There was not a picture inside her home as nice as the photograph of a nicely dressed gentleman framed in a twenty-inch oval gold frame hanging over the cabin bed. Its convex glass was typical of the 1910-1920 era. It was surprising to see such a fine picture out in this cabin. I commented on the handsome fellow and asked who he was. "That," she replied in a meaningful, measured tone, "is Mr. Silva (her husband);, and THAT is why he is out here." Mr. Silva departed the family home when some of the children were still young, and she never forgave him. His photo was doomed to forever hang out in the cabin where she wouldn't have to look at it.
With her permission, I began a painting of the cabin interior. I propped open the tattered screen door with my rear end, stood in the cabin doorway and worked on my canvas. A bleached skull with the coiled horns of a mountain sheep dangled over the low doorway close to my head. It was exciting to have such unusual subject matter and I soon became absorbed in my work..
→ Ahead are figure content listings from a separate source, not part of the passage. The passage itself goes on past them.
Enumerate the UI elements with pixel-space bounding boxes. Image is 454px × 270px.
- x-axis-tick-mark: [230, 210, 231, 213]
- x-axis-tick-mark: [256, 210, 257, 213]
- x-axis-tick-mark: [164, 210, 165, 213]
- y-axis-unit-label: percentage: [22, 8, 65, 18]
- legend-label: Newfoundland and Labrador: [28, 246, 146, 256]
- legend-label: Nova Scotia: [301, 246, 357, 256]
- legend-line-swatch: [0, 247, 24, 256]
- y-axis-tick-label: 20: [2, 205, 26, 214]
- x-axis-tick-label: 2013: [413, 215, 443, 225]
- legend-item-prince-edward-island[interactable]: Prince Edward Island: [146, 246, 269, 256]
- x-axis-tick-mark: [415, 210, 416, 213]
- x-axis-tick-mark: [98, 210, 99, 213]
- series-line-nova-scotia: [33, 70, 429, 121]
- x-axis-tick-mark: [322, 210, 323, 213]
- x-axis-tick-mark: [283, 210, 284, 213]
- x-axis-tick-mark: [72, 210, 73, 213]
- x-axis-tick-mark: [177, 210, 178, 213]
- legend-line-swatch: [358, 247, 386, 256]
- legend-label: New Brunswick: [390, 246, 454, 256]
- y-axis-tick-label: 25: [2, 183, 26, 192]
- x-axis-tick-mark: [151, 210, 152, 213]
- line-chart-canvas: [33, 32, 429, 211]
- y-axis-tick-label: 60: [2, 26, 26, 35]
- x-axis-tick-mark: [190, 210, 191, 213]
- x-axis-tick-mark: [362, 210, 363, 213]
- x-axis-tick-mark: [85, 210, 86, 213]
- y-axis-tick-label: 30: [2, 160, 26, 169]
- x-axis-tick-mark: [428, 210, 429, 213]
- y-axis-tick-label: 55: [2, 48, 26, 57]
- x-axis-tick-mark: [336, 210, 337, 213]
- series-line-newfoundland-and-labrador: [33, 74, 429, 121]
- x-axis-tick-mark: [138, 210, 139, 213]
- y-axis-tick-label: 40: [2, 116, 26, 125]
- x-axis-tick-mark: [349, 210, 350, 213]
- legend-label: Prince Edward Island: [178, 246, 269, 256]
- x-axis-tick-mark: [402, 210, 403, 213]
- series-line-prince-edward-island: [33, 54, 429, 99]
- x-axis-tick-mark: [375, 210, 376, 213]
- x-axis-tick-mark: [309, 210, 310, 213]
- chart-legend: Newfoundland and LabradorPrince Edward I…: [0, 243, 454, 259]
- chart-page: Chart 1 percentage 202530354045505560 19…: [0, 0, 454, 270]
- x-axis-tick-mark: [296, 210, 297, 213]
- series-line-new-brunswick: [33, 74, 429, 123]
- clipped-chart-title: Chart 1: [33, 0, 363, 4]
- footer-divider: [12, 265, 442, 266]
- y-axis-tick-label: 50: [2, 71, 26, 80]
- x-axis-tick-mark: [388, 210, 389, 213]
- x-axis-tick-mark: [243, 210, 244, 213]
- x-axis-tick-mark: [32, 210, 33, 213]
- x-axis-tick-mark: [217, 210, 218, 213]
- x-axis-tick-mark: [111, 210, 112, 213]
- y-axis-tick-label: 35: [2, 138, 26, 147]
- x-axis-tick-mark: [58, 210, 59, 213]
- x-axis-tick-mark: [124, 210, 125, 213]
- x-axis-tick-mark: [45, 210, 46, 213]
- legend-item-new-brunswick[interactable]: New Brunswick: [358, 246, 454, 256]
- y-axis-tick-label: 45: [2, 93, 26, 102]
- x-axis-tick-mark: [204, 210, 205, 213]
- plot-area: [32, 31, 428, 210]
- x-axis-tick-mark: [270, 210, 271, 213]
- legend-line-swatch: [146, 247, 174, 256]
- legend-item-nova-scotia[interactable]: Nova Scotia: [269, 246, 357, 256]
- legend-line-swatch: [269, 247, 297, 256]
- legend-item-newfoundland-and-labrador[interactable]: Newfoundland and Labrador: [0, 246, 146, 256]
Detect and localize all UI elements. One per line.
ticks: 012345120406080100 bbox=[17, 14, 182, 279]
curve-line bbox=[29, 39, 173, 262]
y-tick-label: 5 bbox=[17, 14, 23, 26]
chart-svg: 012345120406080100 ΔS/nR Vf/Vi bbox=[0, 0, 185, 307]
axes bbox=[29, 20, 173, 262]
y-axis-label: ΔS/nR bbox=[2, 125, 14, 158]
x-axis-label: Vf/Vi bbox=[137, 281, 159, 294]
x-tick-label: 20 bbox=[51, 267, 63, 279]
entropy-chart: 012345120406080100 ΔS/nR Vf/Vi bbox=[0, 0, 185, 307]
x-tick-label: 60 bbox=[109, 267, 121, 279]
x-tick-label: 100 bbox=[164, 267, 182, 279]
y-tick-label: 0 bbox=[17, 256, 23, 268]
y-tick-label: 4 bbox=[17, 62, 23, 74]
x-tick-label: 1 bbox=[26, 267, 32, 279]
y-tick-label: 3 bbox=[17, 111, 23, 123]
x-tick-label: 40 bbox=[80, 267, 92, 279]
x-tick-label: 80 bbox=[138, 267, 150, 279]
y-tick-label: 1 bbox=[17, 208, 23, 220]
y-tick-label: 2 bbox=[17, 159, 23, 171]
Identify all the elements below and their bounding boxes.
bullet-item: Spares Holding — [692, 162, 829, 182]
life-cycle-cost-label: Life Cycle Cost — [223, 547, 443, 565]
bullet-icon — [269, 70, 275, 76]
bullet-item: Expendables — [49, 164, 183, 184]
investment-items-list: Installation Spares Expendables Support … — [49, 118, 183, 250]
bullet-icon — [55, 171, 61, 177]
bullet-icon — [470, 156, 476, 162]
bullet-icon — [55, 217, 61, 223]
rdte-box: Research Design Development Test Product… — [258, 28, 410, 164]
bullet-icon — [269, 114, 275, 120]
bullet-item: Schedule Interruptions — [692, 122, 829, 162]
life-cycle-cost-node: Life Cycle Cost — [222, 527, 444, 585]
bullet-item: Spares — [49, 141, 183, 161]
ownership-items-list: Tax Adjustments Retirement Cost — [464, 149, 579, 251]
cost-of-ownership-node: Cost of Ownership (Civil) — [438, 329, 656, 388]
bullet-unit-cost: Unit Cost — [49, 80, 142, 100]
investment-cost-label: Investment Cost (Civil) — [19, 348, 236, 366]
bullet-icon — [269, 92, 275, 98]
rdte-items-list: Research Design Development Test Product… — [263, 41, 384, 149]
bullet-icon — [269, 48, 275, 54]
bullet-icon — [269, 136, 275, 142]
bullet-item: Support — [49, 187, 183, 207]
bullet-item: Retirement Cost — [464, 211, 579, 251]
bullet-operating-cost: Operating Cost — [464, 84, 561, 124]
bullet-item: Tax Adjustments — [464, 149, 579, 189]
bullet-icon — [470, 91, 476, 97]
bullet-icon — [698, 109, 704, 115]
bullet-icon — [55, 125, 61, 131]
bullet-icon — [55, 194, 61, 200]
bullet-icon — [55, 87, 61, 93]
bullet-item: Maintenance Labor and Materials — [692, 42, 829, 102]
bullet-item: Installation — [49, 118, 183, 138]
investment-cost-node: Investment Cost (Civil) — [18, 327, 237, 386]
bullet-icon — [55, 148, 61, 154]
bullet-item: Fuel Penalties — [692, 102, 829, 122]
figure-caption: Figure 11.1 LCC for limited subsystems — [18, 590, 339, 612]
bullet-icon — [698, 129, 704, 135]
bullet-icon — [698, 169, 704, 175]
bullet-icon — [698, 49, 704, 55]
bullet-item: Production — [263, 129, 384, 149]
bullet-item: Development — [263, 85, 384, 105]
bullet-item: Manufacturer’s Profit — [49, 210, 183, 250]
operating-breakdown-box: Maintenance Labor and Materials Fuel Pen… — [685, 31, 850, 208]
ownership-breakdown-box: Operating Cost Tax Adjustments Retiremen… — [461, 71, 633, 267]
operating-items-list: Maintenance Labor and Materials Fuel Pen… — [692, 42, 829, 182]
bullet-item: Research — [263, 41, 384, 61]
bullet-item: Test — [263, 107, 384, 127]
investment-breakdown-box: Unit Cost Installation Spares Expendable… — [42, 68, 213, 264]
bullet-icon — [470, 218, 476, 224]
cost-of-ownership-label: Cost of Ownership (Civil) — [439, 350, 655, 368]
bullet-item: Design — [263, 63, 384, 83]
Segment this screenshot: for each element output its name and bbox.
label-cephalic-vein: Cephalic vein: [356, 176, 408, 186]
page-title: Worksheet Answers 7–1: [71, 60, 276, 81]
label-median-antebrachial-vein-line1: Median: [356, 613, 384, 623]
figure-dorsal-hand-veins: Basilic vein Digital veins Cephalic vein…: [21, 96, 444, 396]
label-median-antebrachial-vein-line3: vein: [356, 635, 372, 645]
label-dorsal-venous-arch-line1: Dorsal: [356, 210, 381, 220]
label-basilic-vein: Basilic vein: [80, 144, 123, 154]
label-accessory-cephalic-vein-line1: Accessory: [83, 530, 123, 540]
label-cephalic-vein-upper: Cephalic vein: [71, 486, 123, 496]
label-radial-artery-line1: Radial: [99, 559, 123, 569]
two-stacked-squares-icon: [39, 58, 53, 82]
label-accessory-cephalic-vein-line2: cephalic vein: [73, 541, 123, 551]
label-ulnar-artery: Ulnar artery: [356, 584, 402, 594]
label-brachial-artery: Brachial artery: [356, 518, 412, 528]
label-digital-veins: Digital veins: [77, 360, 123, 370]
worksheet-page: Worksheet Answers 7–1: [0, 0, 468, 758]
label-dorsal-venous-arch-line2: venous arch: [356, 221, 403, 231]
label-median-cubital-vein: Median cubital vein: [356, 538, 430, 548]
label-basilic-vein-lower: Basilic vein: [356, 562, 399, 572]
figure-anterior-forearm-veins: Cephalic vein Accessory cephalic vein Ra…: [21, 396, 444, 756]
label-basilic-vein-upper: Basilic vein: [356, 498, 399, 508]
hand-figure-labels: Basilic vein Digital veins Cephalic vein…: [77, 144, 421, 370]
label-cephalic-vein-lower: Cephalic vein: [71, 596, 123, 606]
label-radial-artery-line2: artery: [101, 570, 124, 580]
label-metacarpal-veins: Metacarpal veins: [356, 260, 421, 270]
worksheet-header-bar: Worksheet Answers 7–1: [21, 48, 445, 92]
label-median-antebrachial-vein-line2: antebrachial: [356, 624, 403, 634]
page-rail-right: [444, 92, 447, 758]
While I painted, Eliza puttered about her yard, raking a bit here and there. After a while I saw her dragging a bulging old bedspread down the path. She had used it like a tarp, piling brush, twigs and trimmings in the center. She grasped the four corners with one hand, her cane with the other and wrestled this huge bundle across the yard. I felt guilty, quickly put down my brush and went over and tried to take the bedspread from her grasp. She waved me off with her cane and sputtered, "When I want your help, I'll ask for it." She was also fond of saying, "Anytime you let someone do something for you, you are giving up a bit of your independence." This old lady hadn't given up much independence.
Eliza's Kitchen Window
Raggedy Ann Doll in Red Chair
Eliza kept this little red chair by the piano.The red paint glistened as it caught the morning sun. A six-inch hole had been carefully sawed through the very middle of the thick wooden seat and its rough cut edges were beveled and well-sanded so the seat was splinter-free. It had been used as a home-made potty chair for one of Eliza's children. She placed dolls and teddy bears on a little pillow that covered the hole. Baling wire criss-crossed below the seat and strengthened the leg framework. Sold
Eliza's Kitchen 2
Old Boots
Most people would have discarded this old pair of mens work boots. Eliza must have kept them for a sentimental reason that she kept to herself. These boots had already had one or two lifetimes of wear. One shoe was split down the back seam and the other had heavy white cotton wrapping string for the lacing. It seemed only fitting that these boots with a crack down the back should meet her chair with the cracked seat for a little painting session. It all looked like a painting to me so I went to work.